The growth figure was 8% in 2020 when lockdowns began.
“We’re still seeing double digit year-on-year growth in Australia within that space – and entertainment and shopping are the key battlegrounds,” said Bobbie Gersbach-Smith, planning director of APAC at M&C Saatchi Performance, which compiled the report with app monitors Branch and data.ai (formerly App Annie).
Daily times spent by Australians on across-the-board apps during Q2 2022 topped 4.9 hours, translating to 30% of waking hours spent on mobile apps.
That was a 40% growth, equalling Singapore, and exceeding those in the U.S., Japan, the U.K. and Germany.
The 16—34 age group’s time on mobile was the highest, with over three hours daily. But the figure was greater for entertainment, which the report places as the third biggest category.
Gaming was the most sought after, making up one-third of app downloads in Australia (mirroring the global market) and followed by tools.
After entertainment came shopping, photo & video, health & fitness, social & finance.
Jesika Dalal, Branch’s director of marketing for APAC and MEA, said of entertainment’s faster rate of engagement: “It’s growing month on month. Australians still have an appetite for video and audio app entertainment even though we’ve come back to normalcy.

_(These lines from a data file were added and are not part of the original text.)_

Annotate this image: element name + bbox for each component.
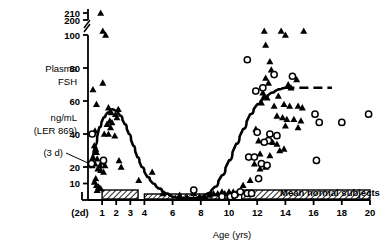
data-point-triangle <box>300 28 307 34</box>
chart-canvas: 1020406080100200210 123468101214161820 P… <box>0 0 388 245</box>
data-point-triangle <box>295 124 302 130</box>
data-point-circle <box>248 190 254 196</box>
three-days-annotation: (3 d) <box>43 147 63 158</box>
data-point-circle <box>267 131 273 137</box>
normal-subjects-label: Mean normal subjects <box>280 187 380 198</box>
data-point-triangle <box>115 106 122 112</box>
x-tick-label: 1 <box>99 207 105 218</box>
series-open-circle <box>88 57 371 200</box>
data-point-triangle <box>286 102 293 108</box>
data-point-triangle <box>93 101 100 107</box>
x-tick-label: 20 <box>365 207 376 218</box>
data-point-triangle <box>290 116 297 122</box>
data-point-triangle <box>297 117 304 123</box>
x-tick-label: 4 <box>142 207 148 218</box>
x-axis-ticks: 123468101214161820 <box>99 200 375 218</box>
data-point-triangle <box>135 177 142 183</box>
data-point-circle <box>100 157 106 163</box>
data-point-triangle <box>282 122 289 128</box>
data-point-circle <box>219 194 225 200</box>
data-point-circle <box>251 154 257 160</box>
x-tick-label: 18 <box>337 207 348 218</box>
data-point-circle <box>339 119 345 125</box>
x-tick-label: 14 <box>280 207 291 218</box>
data-point-triangle <box>111 132 118 138</box>
data-point-triangle <box>97 10 104 16</box>
data-point-circle <box>264 162 270 168</box>
data-point-triangle <box>275 93 282 99</box>
x-axis-title: Age (yrs) <box>213 229 252 240</box>
data-point-circle <box>253 88 259 94</box>
two-days-annotation: (2d) <box>71 207 88 218</box>
data-point-circle <box>365 111 371 117</box>
data-point-circle <box>274 133 280 139</box>
y-axis-units-line1: ng/mL <box>51 112 77 123</box>
data-point-circle <box>260 85 266 91</box>
data-point-triangle <box>271 102 278 108</box>
data-point-circle <box>244 57 250 63</box>
data-point-circle <box>316 119 322 125</box>
hatched-bar-infancy <box>102 190 138 199</box>
data-point-circle <box>88 161 94 167</box>
x-tick-label: 2 <box>114 207 119 218</box>
y-tick-label: 100 <box>64 30 80 41</box>
x-tick-label: 10 <box>224 207 235 218</box>
data-point-triangle <box>105 131 112 137</box>
data-point-triangle <box>116 157 123 163</box>
data-point-circle <box>313 157 319 163</box>
x-tick-label: 3 <box>128 207 133 218</box>
fitted-curve <box>91 88 332 199</box>
y-tick-label: 60 <box>69 96 80 107</box>
x-tick-label: 16 <box>308 207 319 218</box>
data-point-triangle <box>118 164 125 170</box>
y-axis-title-line1: Plasma <box>45 63 77 74</box>
data-point-triangle <box>280 101 287 107</box>
data-point-triangle <box>278 28 285 34</box>
data-point-triangle <box>251 160 258 166</box>
data-point-triangle <box>266 58 273 64</box>
data-point-triangle <box>273 112 280 118</box>
data-point-circle <box>254 129 260 135</box>
data-point-triangle <box>262 74 269 80</box>
data-point-circle <box>237 189 243 195</box>
data-point-circle <box>271 72 277 78</box>
data-point-circle <box>289 73 295 79</box>
data-point-triangle <box>266 152 273 158</box>
data-point-triangle <box>105 104 112 110</box>
data-point-circle <box>312 111 318 117</box>
data-point-triangle <box>240 182 247 188</box>
data-point-triangle <box>247 177 254 183</box>
x-tick-label: 8 <box>198 207 203 218</box>
x-tick-label: 12 <box>252 207 263 218</box>
data-point-circle <box>191 187 197 193</box>
y-axis-units-line2: (LER 869) <box>34 125 77 136</box>
data-point-triangle <box>99 79 106 85</box>
data-point-triangle <box>149 168 156 174</box>
data-point-circle <box>261 139 267 145</box>
y-tick-label: 10 <box>69 178 80 189</box>
x-tick-label: 6 <box>170 207 175 218</box>
data-point-triangle <box>89 86 96 92</box>
data-point-triangle <box>261 28 268 34</box>
series-filled-triangle <box>89 10 308 200</box>
data-point-circle <box>89 131 95 137</box>
y-axis-title-line2: FSH <box>58 76 77 87</box>
figure-plasma-fsh-vs-age: 1020406080100200210 123468101214161820 P… <box>0 0 388 245</box>
data-point-circle <box>256 175 262 181</box>
data-point-triangle <box>262 41 269 47</box>
y-tick-label: 210 <box>64 8 80 19</box>
y-tick-label: 20 <box>69 162 80 173</box>
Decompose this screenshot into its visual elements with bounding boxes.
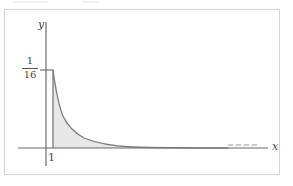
shaded-area — [53, 70, 228, 148]
fraction-numerator: 1 — [21, 56, 39, 67]
figure-container: y x 1 1 16 — [0, 0, 293, 186]
x-tick-label-one: 1 — [48, 152, 55, 163]
y-tick-label-fraction: 1 16 — [21, 56, 39, 80]
fraction-denominator: 16 — [21, 70, 39, 81]
x-axis-label: x — [272, 141, 278, 152]
y-axis-label: y — [38, 19, 44, 30]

“This is being driven largely by the younger generation, the 18 to 34s, who are actually flocking to streaming platforms.”
Dalal pointed out that while the average Australian time a day on mobile apps is 4.9 hours, “if you look at the entertainment perspective, Australians are spending 11 hours a month on an average, consuming livestreaming, music and OTT apps.
“Streaming apps have a highly engaged user base.
“However, the battleground is shifting from mass user acquisition to user retention.”
But retaining entertainment app users is a big challenge for mobile marketers.
The report showed that users tried out many latest entertainment apps but close to 75 per cent of installs were lost in the first three days.
This further declined to nearly 82 per cent within 30 days.
Suggested ways to offset this was for marketers to increase their ROI (Return on Investment) during the critical first 3-7 day period by focussing on a good user experience.
This was by personalising users’ experiences and removing redundancy in user interactions, fixing touchpoints and creating connected, cohesive opportunities with deep linking for users to interact with the app no matter what channel, platform, or device they’re on.
Another best practice was to make product interaction easy to build trust and preference.